According to the wise, everything they make is shit.. Is that right?
I was quite complimentary about the Prima frameset :-)
I think the thing which riles people is also a common critique of free markets. Since markets essentially price knowledge, it is possible to make profits by wilfully exploiting lack of knowledge, if you can get in fast and exploit the suckers before they wise up. Dani saw an opportunity in 2007, where fixed wheel bikes were suddenly fashionable and there was an influx of customers who knew nothing about bikes but wanted a fixed bike as a fashion accessory. It was quite a trick, as cynical exploitative marketing goes, to pitch them at about twice what they were worth but half what a proper bike shop would suggest as the proper price for a bike that's actually worth having.
To be fair, for a brief moment it does seem that he attempted to make something decent, but clearly the margins weren't there for somebody only interested in turning a fast buck, rather than investing in building a long-lived and sustainable business, so he has now started slashing costs and the quality will inevitably follow - you can't get owt for nowt, even in China.
Unless there is a radical rethink about the corporate strategy, I think Foffa is in a terminal dive to the bottom.

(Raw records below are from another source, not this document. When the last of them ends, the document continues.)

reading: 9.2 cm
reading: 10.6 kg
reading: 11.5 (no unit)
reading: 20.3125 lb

Trying to compete at the BSO end of the market is a fool's errand, since it requires volumes which can only be had by selling through the usual BSO channels, and why would they want to pay Foffa to stick his decals on stuff they can buy direct from the same Chinese factories? He has no IP or brand cachet which makes him a necessary, or even desirable, part of the BSO market. As soon as Wiggle see any worthwhile volume in the cheap and nasty fixed sector, they will drop him and put out a better, cheaper own label bike in the same category. At the moment, they're just letting him take all the risk while they take all the profit.
I was quite complimentary about the Prima frameset :-)

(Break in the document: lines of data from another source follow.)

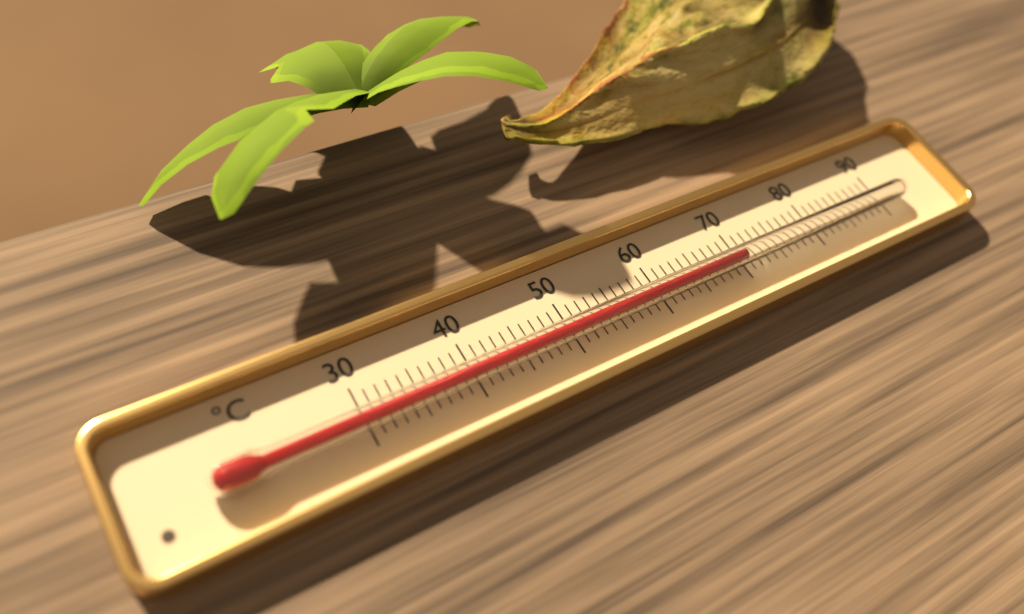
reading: 70 °C
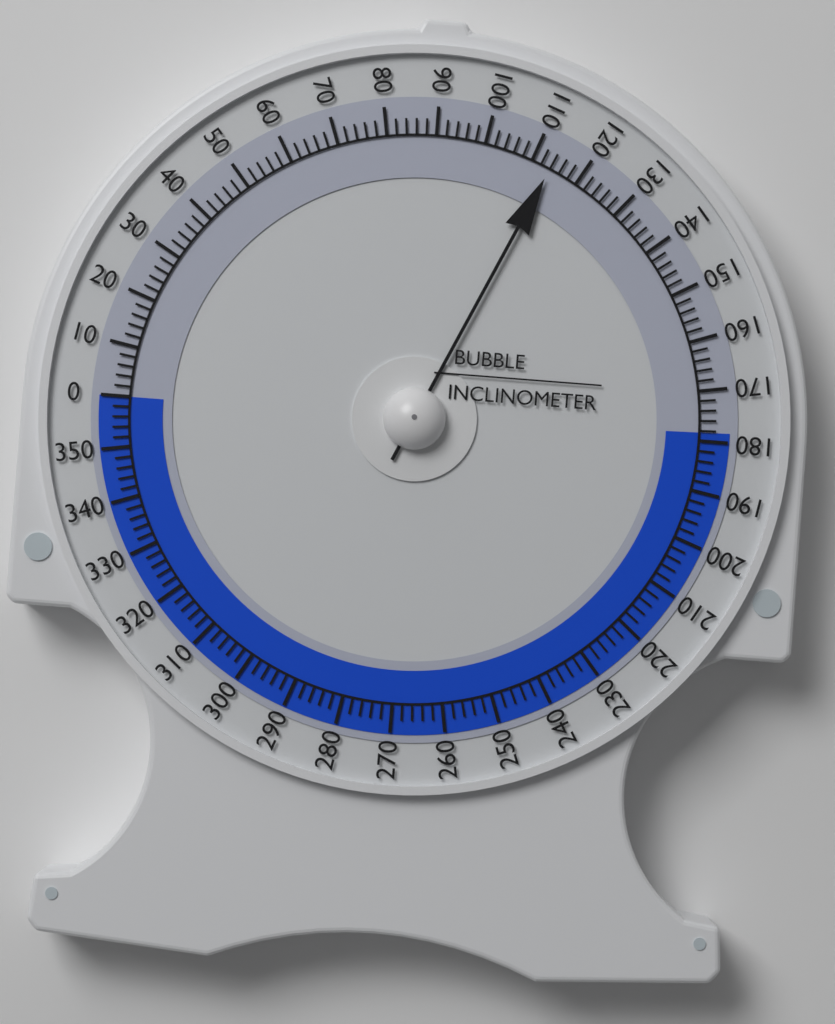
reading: 114 (no unit)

I think the thing which riles people is also a common critique of free markets. Since markets essentially price knowledge, it is possible to make profits by wilfully exploiting lack of knowledge, if you can get in fast and exploit the suckers before they wise up. Dani saw an opportunity in 2007, where fixed wheel bikes were suddenly fashionable and there was an influx of customers who knew nothing about bikes but wanted a fixed bike as a fashion accessory. It was quite a trick, as cynical exploitative marketing goes, to pitch them at about twice what they were worth but half what a proper bike shop would suggest as the proper price for a bike that's actually worth having.
To be fair, for a brief moment it does seem that he attempted to make something decent, but clearly the margins weren't there for somebody only interested in turning a fast buck, rather than investing in building a long-lived and sustainable business, so he has now started slashing costs and the quality will inevitably follow - you can't get owt for nowt, even in China.

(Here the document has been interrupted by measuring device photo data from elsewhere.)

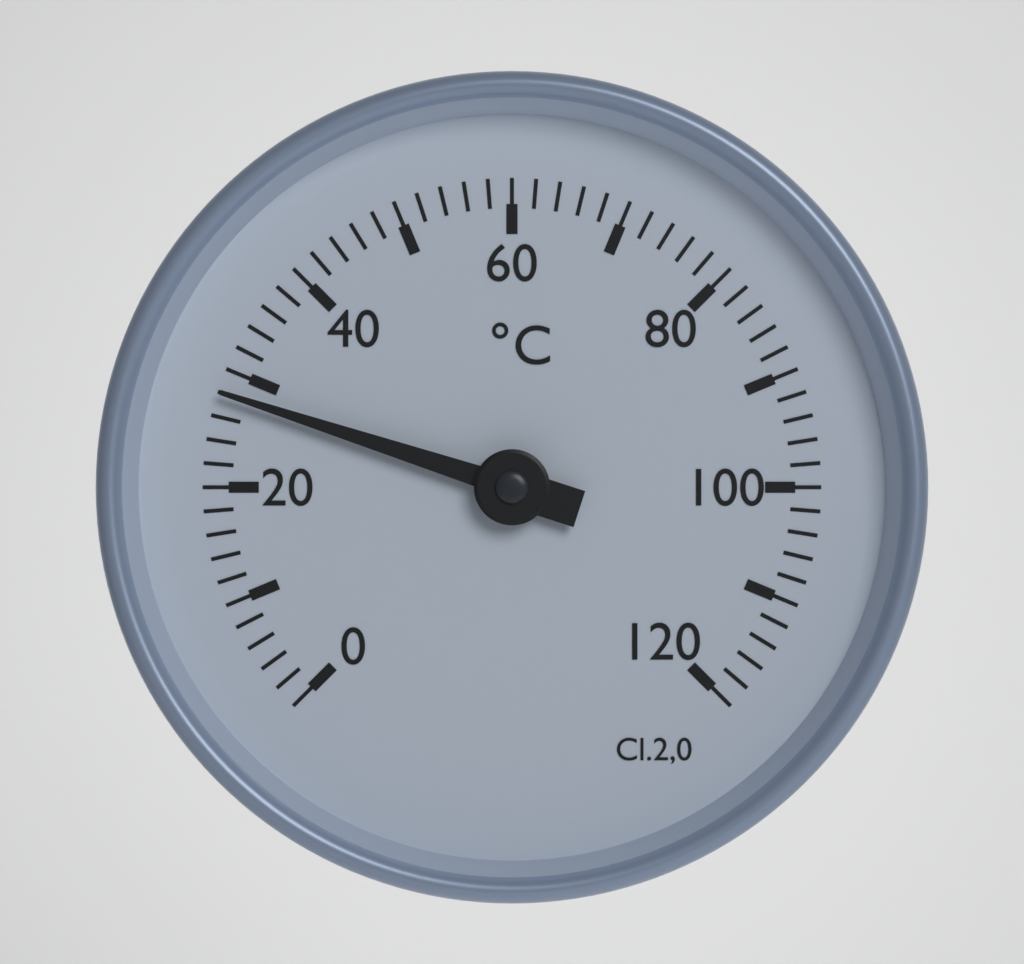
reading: 28 °C
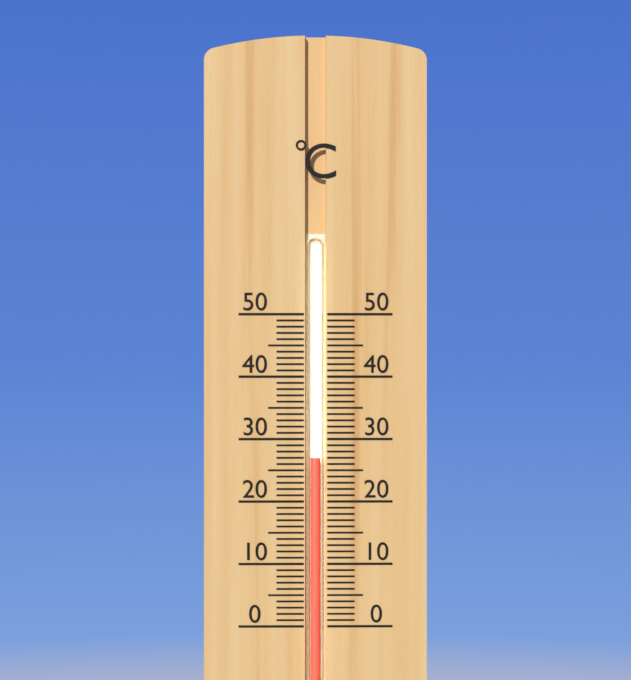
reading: 27 °C
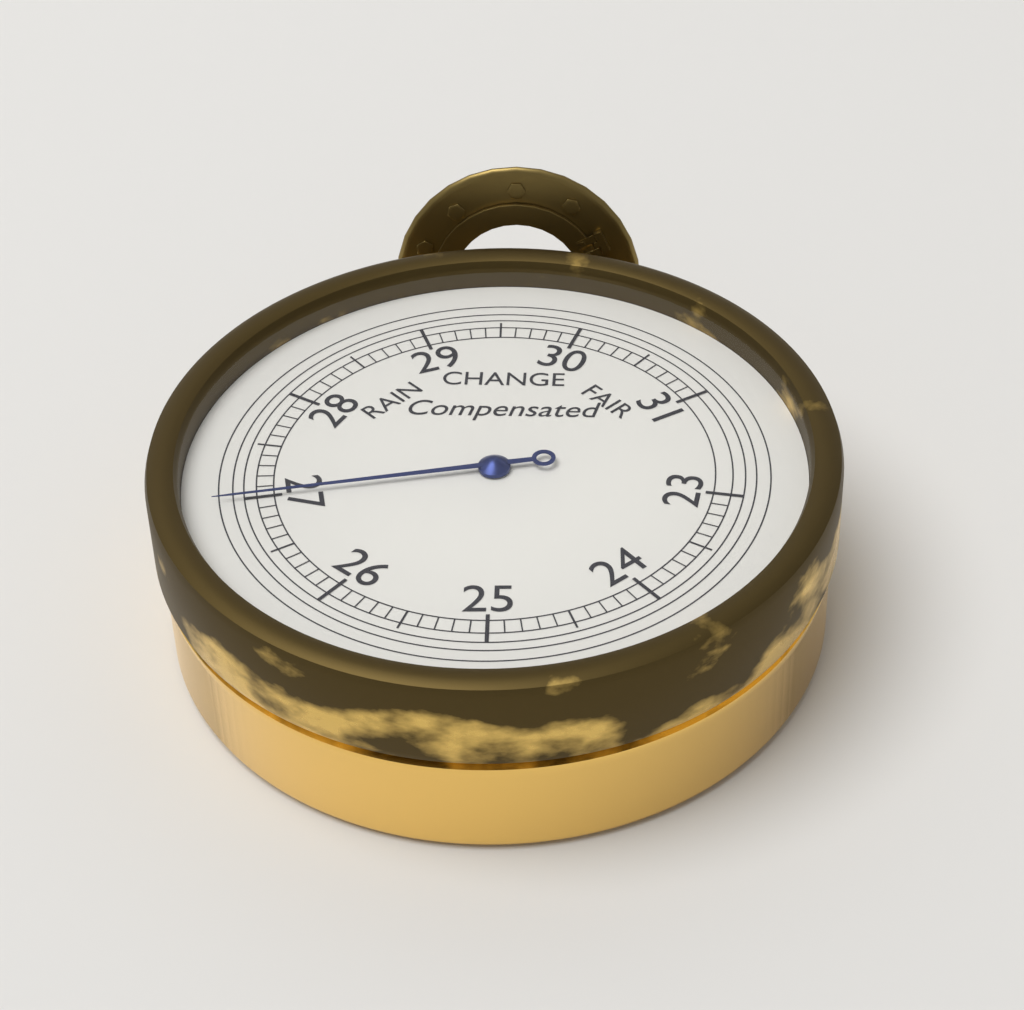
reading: 27.0 inHg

Unless there is a radical rethink about the corporate strategy, I think Foffa is in a terminal dive to the bottom. Trying to compete at the BSO end of the market is a fool's errand, since it requires volumes which can only be had by selling through the usual BSO channels, and why would they want to pay Foffa to stick his decals on stuff they can buy direct from the same Chinese factories? He has no IP or brand cachet which makes him a necessary, or even desirable, part of the BSO market. As soon as Wiggle see any worthwhile volume in the cheap and nasty fixed sector, they will drop him and put out a better, cheaper own label bike in the same category. At the moment, they're just letting him take all the risk while they take all the profit.